With the Chinese President focusing on transitioning China’s economy to one that is reliant on hi-tech output such as robotics, and with China producing more engineers per year than the rest of the world combined, its only a matter of time before we see a Chinese robot in every home.
BEIJING (AP) — Winking, grimacing or nodding their heads, robots mimicked the expressions of visitors at a robot expo in Beijing.

They were among the creations dazzling people attending the annual World Robot Conference, where companies showed off robots designed for a wide range of uses, including manufacturing, surgery and companionship.

The animatronic heads and humanoid robots on display at the EX Robots booth this week personified the image of what robots are supposed to be in the popular imagination, with synthetic skin and lifelike facial expressions complimented by moving arms and hands.

CEO Li Boyang said they’re ideal for roles that require interacting with the public, such as in museums, tourist attractions, school settings and “companion scenarios.”

Doggie droids — a mainstay of high tech fairs — were out in force. Canine robots shook hands with fairgoers and performed handstands on their front paws.

Elsewhere at the fair, robotic arms served Chinese tea, prepared ice cream cones, bounced ping pong balls and gave visitors back massages.

Harvesting robots demonstrated how they could pick apples off the branch, while an artist robot drew portraits of visitors.
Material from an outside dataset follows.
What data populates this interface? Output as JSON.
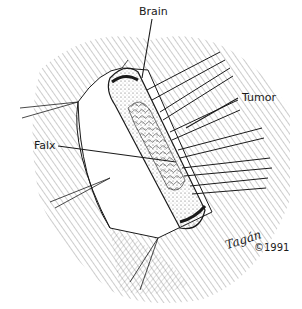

Industrial robot arms for factory production lines also grabbed focus. One of Chinese leader Xi Jinping’s goals is to move the country’s vast manufacturing sector away from low-cost creation of cheap goods into more high-tech production, and industrial robots will be an important element of that plan.


Source: https://apnews.com/article/world-robot-conference-china-db705c86b9a9dc77c3506b387d82e454



US-China AI rivalry a tale of two talents​


Much has been written about China’s numerical advantage in science and engineering. China awarded 1.38 million engineering bachelor’s degrees in 2020. The comparable American number is 197,000 (144,000 in engineering and 54,000 in computer science), or just one-seventh of China’s total.

This is a daunting disparity. But our story has to do with quality rather than quantity, with the creative handful of top graduates who are most likely to innovate.

Two years ago, former Google CEO Eric Schmidt and Harvard political scientist Graham Allison warned: “Most Americans assume that their country’s lead in advanced technologies is unassailable. And many in the US national-security community insist that China can never be more than a “near-peer competitor” in AI. In fact, China is already a full-spectrum peer competitor in terms of both commercial and national-security AI applications. China is not just trying to master AI; it is mastering AI.”

China is pulling ahead of the United States in AI, the definitive technology of the economic revolution now underway, because it directs its top talent toward the frontier of science – while America’s brightest graduates chase the low-hanging fruit of Internet applications.

Between 2025 and 2020, China expects a breakout in artificial intelligence applications to a wide range of technology. And driving this effort is an unprecedented flood of talent.

Just 3% of the generation that migrated from farms to factories after 1979 under the Deng Xiaoping reforms had tertiary education. Now 60% of Chinese high school graduates go on to further education.

But the decisive element is not the quantity but the quality: China’s aerospace and military sector hires the most talented engineers. Their American competitors can’t.